“Are the hens all dead?” you inquire.

“Oh, no, m’m, I don’t think so.”

“Very well then, squeeze them and go away.”

And then when the same old scrambled eggs, too heavily salted, come up next morning for breakfast she will have the effrontery to say that you ordered them!

What does the perfect woman do in these circumstances? Does she put down her occupation and say, “Dear me, cook, what a pity, isn’t it! What shall we do?” and does cook reply, “It is a pity, isn’t it, m’m! I don’t know what to suggest, I’m sure. Would you like a nice egg?” and then does the perfect woman say, “Well, you know we had eggs yesterday, cook, but I don’t see what else we are to do. It’s very awkward. But you can’t have anything nicer than eggs, can you? Suppose you get some eggs, and if you tell me when they arrive I will come down and look at them.” I believe it is this quality that makes women easier to rear than men. You can’t kill them by ordinary methods.

There is one more form of torture which no quiet home ought to be without if there is a contemplative enemy to be destroyed. It is called the torture by vivacity. The sort of thing you get in this book, only worse. The victim is put down in any ordinary chair, rather too near the fire if possible, and then the torturer begins. “What plays did you see when you were up in town? Can’t remember! Well you are! You ought to have seen Such-and-such. Do you know the story? There’s a man who’s tremendously in love with a girl and she won’t have him. Eileen Protheroe takes the part—don’t you admire her? of course you do—what nonsense! Don’t try to be clever—that’s your way. Well, she’s absolutely splendid in this. She comes on in a wonderful dress of pale champagne with heliotrope, most beautifully draped, and her hair done wonderfully under a small hat. Well, she won’t have him, but she tries for Tom—let me see—what is his name? What was the name of that friend of yours whom you used to see sometimes in Buxton? Awfully smart, in a brown suit—oh, you must remember—Well, this man reminded me of him—you must know whom I mean—don’t be silly. Anyhow this man is just like him——”

My pen has fallen off the table in a fit and is panting on the mat, protesting that it cannot run another inch.

CHAPTER III: THE MARRIAGE OF HENRY

It must be funny to have the partner of one’s life say, “You are quite beyond me, Henry dear, altogether.” It must give one such a shock, although of course it is true. Henry is so far removed from Mrs. Henry that if they manage to keep within calling distance of one another all their lives they are said to be “quite an idyllic couple.” We all know that if two people are knocking about idly in a field, one of them looking for golf balls or beetles or a lost trifle from the pocket, the other sewing or aimlessly preoccupied with thoughts about moth in the cupboards or the drawing in of the days, their conversation is not likely to be either profound or meaty; nor can it be even that interchange of feather-weight looks and intonations which are the pollen of mutual understanding. Mr. and Mrs. Henry’s life is very like this sort of knocking about together in a field. Sometimes Henry wanders off and says something with a little more ginger to it, and then Mrs. Henry is exceedingly offended, and complains that he is quite beyond her altogether.

The Henrys have not drifted apart lately; they are as near together now as ever they were. In fact, they are far less likely to drift apart now than they were at first. They are kept together by the strong tie of habit, and, some say, by public opinion. Others maintain that although public opinion prevents Henry from ever thinking of bolting, if he did entertain the thought public opinion would have less hold upon him than would his deep-rooted habit of staying with his wife. Thirty years ago they were kept together by a different tie, which might easily have been broken had either of them thought to break it. The tie was a sort of chemical affinity fortified by conscience. Love in all its expressions is more like something chemical than anything else, and the chemical experiment of Mr. and Mrs. Henry’s marriage was, at one time, a very touch-and-go business. Chemical affinity caught them as they meandered at a garden-party; it kept them together at several subsequent entertainments, just because neither of them were the sort of atoms that are so—I don’t know the right expression; it may be volatile, I call it impulsive—as ever to unglue themselves from the atom they chance to unite with, unless under great provocation from some other very masterful atom.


Copy the lines word for word. Begin at the line that contains "Read all visible content and emit it as JSON." and end with the final line of the data.

┌─ Data shown

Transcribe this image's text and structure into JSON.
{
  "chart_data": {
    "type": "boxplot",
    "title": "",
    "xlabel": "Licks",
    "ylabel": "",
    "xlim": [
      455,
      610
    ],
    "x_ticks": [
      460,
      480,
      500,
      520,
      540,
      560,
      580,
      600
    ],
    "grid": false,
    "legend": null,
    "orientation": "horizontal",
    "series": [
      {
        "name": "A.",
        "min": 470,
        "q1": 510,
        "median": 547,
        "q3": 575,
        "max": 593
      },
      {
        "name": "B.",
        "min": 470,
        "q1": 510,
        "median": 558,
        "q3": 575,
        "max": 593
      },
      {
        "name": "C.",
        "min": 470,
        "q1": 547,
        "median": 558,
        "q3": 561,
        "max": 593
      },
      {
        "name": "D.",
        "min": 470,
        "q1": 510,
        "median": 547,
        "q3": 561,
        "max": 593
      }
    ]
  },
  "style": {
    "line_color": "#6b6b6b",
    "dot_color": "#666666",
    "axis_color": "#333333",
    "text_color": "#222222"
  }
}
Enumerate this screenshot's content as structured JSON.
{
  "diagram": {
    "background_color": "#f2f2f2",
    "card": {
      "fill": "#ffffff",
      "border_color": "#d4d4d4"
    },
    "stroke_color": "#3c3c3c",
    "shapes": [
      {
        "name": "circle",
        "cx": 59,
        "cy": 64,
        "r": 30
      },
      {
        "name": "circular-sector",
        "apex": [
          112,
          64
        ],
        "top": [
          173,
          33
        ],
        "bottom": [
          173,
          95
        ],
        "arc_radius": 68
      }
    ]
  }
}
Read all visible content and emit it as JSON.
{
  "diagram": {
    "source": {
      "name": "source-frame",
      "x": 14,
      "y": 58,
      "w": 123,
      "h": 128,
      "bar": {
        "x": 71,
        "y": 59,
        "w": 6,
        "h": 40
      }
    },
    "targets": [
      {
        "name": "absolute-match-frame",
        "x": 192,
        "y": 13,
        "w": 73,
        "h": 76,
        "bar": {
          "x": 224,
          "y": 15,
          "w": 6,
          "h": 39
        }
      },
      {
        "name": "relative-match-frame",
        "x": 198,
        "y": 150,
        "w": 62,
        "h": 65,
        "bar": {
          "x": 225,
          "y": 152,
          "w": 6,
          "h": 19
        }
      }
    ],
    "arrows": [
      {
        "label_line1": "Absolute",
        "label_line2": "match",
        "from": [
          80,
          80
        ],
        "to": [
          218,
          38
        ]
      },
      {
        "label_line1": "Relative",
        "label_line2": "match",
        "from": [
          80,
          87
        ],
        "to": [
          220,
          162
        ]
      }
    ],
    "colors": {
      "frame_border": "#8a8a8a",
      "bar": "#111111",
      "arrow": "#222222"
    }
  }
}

└─

**Exercise answer**.
Read all visible content and emit it as JSON.
{
  "diagram": {
    "source": {
      "name": "source-frame",
      "x": 14,
      "y": 58,
      "w": 123,
      "h": 128,
      "bar": {
        "x": 71,
        "y": 59,
        "w": 6,
        "h": 40
      }
    },
    "targets": [
      {
        "name": "absolute-match-frame",
        "x": 192,
        "y": 13,
        "w": 73,
        "h": 76,
        "bar": {
          "x": 224,
          "y": 15,
          "w": 6,
          "h": 39
        }
      },
      {
        "name": "relative-match-frame",
        "x": 198,
        "y": 150,
        "w": 62,
        "h": 65,
        "bar": {
          "x": 225,
          "y": 152,
          "w": 6,
          "h": 19
        }
      }
    ],
    "arrows": [
      {
        "label_line1": "Absolute",
        "label_line2": "match",
        "from": [
          80,
          80
        ],
        "to": [
          218,
          38
        ]
      },
      {
        "label_line1": "Relative",
        "label_line2": "match",
        "from": [
          80,
          87
        ],
        "to": [
          220,
          162
        ]
      }
    ],
    "colors": {
      "frame_border": "#8a8a8a",
      "bar": "#111111",
      "arrow": "#222222"
    }
  }
}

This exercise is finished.